And this is of course exactly the kind of spot where you _would_ use assembly in the real world. 99.99% of code is better written in C than assembler, but there is that 0.01% where hand-coded assembler is a better choice. -- Karl Hasselstr
Unlike you, I actually gave reasons for my dislike of C++, and pointed to examples of the kinds of failures that it leads to. You, on the other hand, have given no sane reasons *for* using C++. The fact is, git is better than the other SCM's. And good taste (and C) is one of the reasons for that. It has nothing to do with dinosaurs. Good taste doesn't go out of style, and comparing C to assembler just shows that you don't have a friggin idea about what you're talking about. Linus -
To be very specific: - simple and clear core datastructures, with *very* lean and aggressive code to manage them that takes the whole approach of "simplicity over fancy" to the extreme. - a willingness to not abstract away the data structures and algorithms, because those are the *whole*point* of core git. And if you want a fancier language, C++ is absolutely the worst one to choose. If you want real high-level, pick one that has true high-level features like garbage collection or a good system integration, rather than something that lacks both the sparseness and straightforwardness of C, *and* doesn't even have the high-level bindings to important concepts. IOW, C++ is in that inconvenient spot where it doesn't help make things simple enough to be truly usable for prototyping or simple GUI programming, and yet isn't the lean system programming language that C is that actively encourags you to use simple and direct constructs. Linus -
The D programming language is a different take than C++ has on growing C. I'm curious what your thoughts on that are (D has garbage collection, while still retaining the ability to directly manage memory). Can you enumerate what you feel are the important concepts? -
Well, to me D has two significant drawbacks to be "ready to use". The first one is that it doesn't has bit-fields. I often deal with bit-fields on structures that have a _lot_ of instances in my program, and the bit-field is chosen for code readability _and_ structure size efficiency. I know you pretend that using masks manually often generates better code. But in my case, speed does not matter _that_ much. I mean it does, but not that this micro-level as access to the bit-field is not my inner-loop. The other second issue I have, is that there is no way to do: import (C) "foo.h" And this is a big no-go (maybe not for git, but as a general issue) because it impedes the use of external libraries with a C interface a _lot_. E.g. I'd really like to use it to use some GNU libc extensions, but I can't because it has too many dependencies (some async getaddrinfo interface, that need me to import all the signal events and so on extensions in the libc, with bitfields, wich send us back to the first point). I also have a third, but non critical issue, I absolutely don't like phobos :) Though I'm obviously free to chose another library. D has definitely many many many real advances over C (like the .init, .size, =2E.. and so on fields, known types, and whatever portability nightmare the C impose us). In fact I like to use D like I code in C, using modules and functions, and very few classes, as few as I can. And even (under- ?) using D like this, it is a real pleasure to work with. I'm really eager to see gdc be more stable. --=20 =C2=B7O=C2=B7 Pierre Habouzit =C2=B7=C2=B7O madcoder@debia= n.org OOO http://www.madism.org
I'm surprised this is such an important issue. Others have mentioned it,
but regard it as a minor thing. Interestingly, the htod program (which
converts C .h files to D import files) will convert bit fields to inline
D does come with htod, which converts C .h files to D files. It's not
possible to do a perfect job (because of macros), but it comes pretty
darned close. The reason htod gets so close is because it is actually a
real C compiler front end, not a perl or regex string processing hack.
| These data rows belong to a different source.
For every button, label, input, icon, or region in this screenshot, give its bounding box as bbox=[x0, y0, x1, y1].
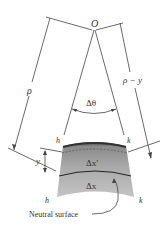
rho-bottom-extension bbox=[8, 148, 56, 171]
rho-minus-y-extension bbox=[128, 141, 160, 152]
y-top-extension bbox=[40, 148, 62, 152]
neutral-surface-label: Neutral surface bbox=[29, 210, 79, 219]
y-arrow-top bbox=[43, 150, 47, 155]
rho-minus-y-dimension-upper bbox=[120, 23, 130, 72]
rho-minus-y-arrow-bottom bbox=[148, 152, 152, 159]
y-arrow-bottom bbox=[43, 168, 47, 173]
delta-x-label: Δx bbox=[86, 181, 97, 191]
rho-dimension-line-lower bbox=[14, 96, 29, 150]
origin-label: O bbox=[91, 18, 98, 29]
y-label: y bbox=[35, 156, 40, 166]
rho-minus-y-label: ρ − y bbox=[122, 75, 142, 85]
beam-bending-diagram: O ρ ρ − y Δθ h k y Δx′ Δx h k Neutral su… bbox=[0, 0, 165, 226]
rho-dimension-line-upper bbox=[32, 18, 50, 82]
delta-x-prime-label: Δx′ bbox=[86, 158, 98, 168]
h-bottom-label: h bbox=[45, 196, 49, 205]
delta-theta-arrow-left bbox=[72, 109, 77, 112]
delta-theta-arc bbox=[72, 109, 116, 114]
left-radial-line bbox=[64, 30, 94, 135]
k-top-label: k bbox=[127, 136, 131, 145]
rho-label: ρ bbox=[26, 85, 32, 96]
delta-theta-label: Δθ bbox=[86, 98, 96, 108]
left-top-extension-line bbox=[46, 17, 92, 30]
delta-theta-arrow-right bbox=[111, 109, 116, 112]
k-bottom-label: k bbox=[139, 196, 143, 205]
rho-arrow-bottom bbox=[12, 144, 16, 150]
rho-minus-y-dimension-lower bbox=[135, 88, 151, 158]
h-top-label: h bbox=[56, 136, 60, 145]
right-radial-line bbox=[95, 30, 124, 135]
right-top-extension-line bbox=[96, 23, 123, 30]
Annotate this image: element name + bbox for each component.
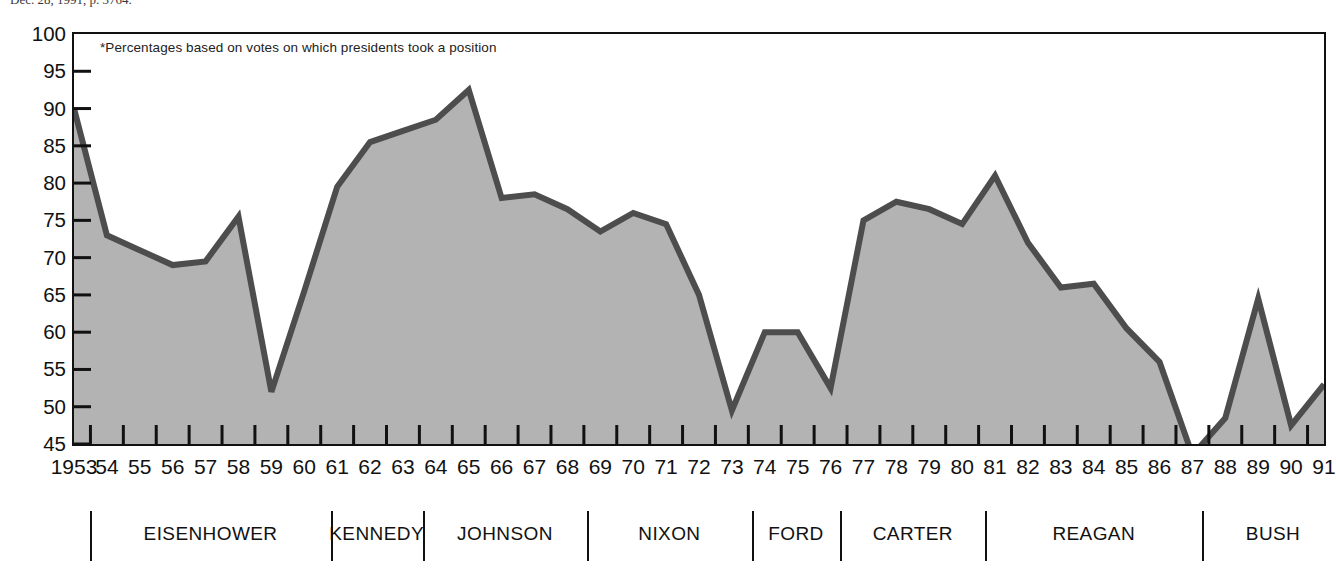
- x-tick-label: 83: [1049, 455, 1072, 479]
- x-tick-label: 54: [95, 455, 118, 479]
- president-label-bush: BUSH: [1246, 523, 1300, 545]
- x-tick-label: 75: [786, 455, 809, 479]
- president-label-kennedy: KENNEDY: [329, 523, 424, 545]
- x-tick-label: 72: [687, 455, 710, 479]
- x-tick-label: 77: [852, 455, 875, 479]
- x-tick-label: 85: [1115, 455, 1138, 479]
- x-tick-label: 78: [885, 455, 908, 479]
- plot-area: *Percentages based on votes on which pre…: [72, 32, 1326, 446]
- x-tick-label: 70: [622, 455, 645, 479]
- president-divider: [587, 511, 589, 561]
- x-tick-label: 73: [720, 455, 743, 479]
- y-tick-label: 90: [18, 97, 66, 121]
- area-fill: [74, 90, 1324, 444]
- y-tick-label: 85: [18, 134, 66, 158]
- x-tick-label: 69: [589, 455, 612, 479]
- x-tick-label: 65: [457, 455, 480, 479]
- x-tick-label: 57: [194, 455, 217, 479]
- x-tick-label: 67: [523, 455, 546, 479]
- y-tick-label: 50: [18, 395, 66, 419]
- x-tick-label: 82: [1016, 455, 1039, 479]
- x-tick-label: 89: [1247, 455, 1270, 479]
- y-axis-tick-labels: 1009590858075706560555045: [0, 0, 66, 569]
- x-tick-label: 84: [1082, 455, 1105, 479]
- x-tick-label: 90: [1279, 455, 1302, 479]
- x-tick-label: 86: [1148, 455, 1171, 479]
- x-tick-label: 58: [227, 455, 250, 479]
- president-label-reagan: REAGAN: [1052, 523, 1135, 545]
- x-tick-label: 64: [424, 455, 447, 479]
- x-tick-label: 81: [983, 455, 1006, 479]
- area-chart-svg: [74, 34, 1324, 444]
- president-divider: [985, 511, 987, 561]
- x-tick-label: 59: [260, 455, 283, 479]
- x-tick-label: 68: [556, 455, 579, 479]
- x-tick-label: 80: [950, 455, 973, 479]
- x-tick-label: 71: [654, 455, 677, 479]
- president-label-carter: CARTER: [873, 523, 953, 545]
- president-label-ford: FORD: [768, 523, 823, 545]
- president-band: EISENHOWERKENNEDYJOHNSONNIXONFORDCARTERR…: [0, 505, 1335, 569]
- y-tick-label: 80: [18, 171, 66, 195]
- x-tick-label: 66: [490, 455, 513, 479]
- x-tick-label: 60: [293, 455, 316, 479]
- y-tick-label: 75: [18, 208, 66, 232]
- president-divider: [1202, 511, 1204, 561]
- x-tick-label: 56: [161, 455, 184, 479]
- x-tick-label: 88: [1214, 455, 1237, 479]
- president-label-johnson: JOHNSON: [457, 523, 553, 545]
- president-label-eisenhower: EISENHOWER: [144, 523, 278, 545]
- x-tick-label: 61: [325, 455, 348, 479]
- x-tick-label: 87: [1181, 455, 1204, 479]
- x-tick-label: 62: [358, 455, 381, 479]
- x-tick-label: 91: [1312, 455, 1335, 479]
- y-tick-label: 65: [18, 283, 66, 307]
- x-tick-label: 79: [918, 455, 941, 479]
- x-tick-label: 63: [391, 455, 414, 479]
- y-tick-label: 60: [18, 320, 66, 344]
- x-tick-label: 76: [819, 455, 842, 479]
- chart-footnote: *Percentages based on votes on which pre…: [100, 40, 497, 55]
- y-tick-label: 100: [18, 22, 66, 46]
- president-divider: [90, 511, 92, 561]
- y-tick-label: 55: [18, 357, 66, 381]
- x-tick-label: 1953: [51, 455, 98, 479]
- x-tick-label: 74: [753, 455, 776, 479]
- president-divider: [840, 511, 842, 561]
- president-divider: [752, 511, 754, 561]
- president-label-nixon: NIXON: [638, 523, 700, 545]
- y-tick-label: 70: [18, 246, 66, 270]
- y-tick-label: 95: [18, 59, 66, 83]
- y-tick-label: 45: [18, 432, 66, 456]
- x-tick-label: 55: [128, 455, 151, 479]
Because it (may) require a little hand tweaking of the results (again,
because C headers may include awful things like:
#define BEGIN {
#define print printf(
You're not the only one <g>. But I'll add that access to the standard C
runtime library *is* a part of D, so at some level it can't be worse
than C. There's also another runtime library available, Tango, which is
There are a lot of people hard at work on D to make it more stable and
increase the breadth and depth of tools available. I am fully aware that
there may be non-technical issues to using D in a project like git, like
availability of other D programmers, tradition, etc., but in this thread
I'm concerned mainly with technical issues.
P.S. I'm also NOT suggesting that git be converted to D. Translating a
working, debugged, 80,000 line codebase from one language to another is
usually a fool's errand.
Thanks for taking the time to post your thoughts.
-----------
Walter Bright
http://www.digitalmars.com C, C++, D programming language compilers
http://www.astoriaseminar.com Extraordinary C++
-Well htod does that, but it's very impractical to write them from
scratch. Especially if you want to benefit from the fact that padding
and integer sizes are very well defined to map e.g. structs onto a raw
stream, avoiding deserialization and so on. And for that bit-fields are
a really really fast and simple way to describe things.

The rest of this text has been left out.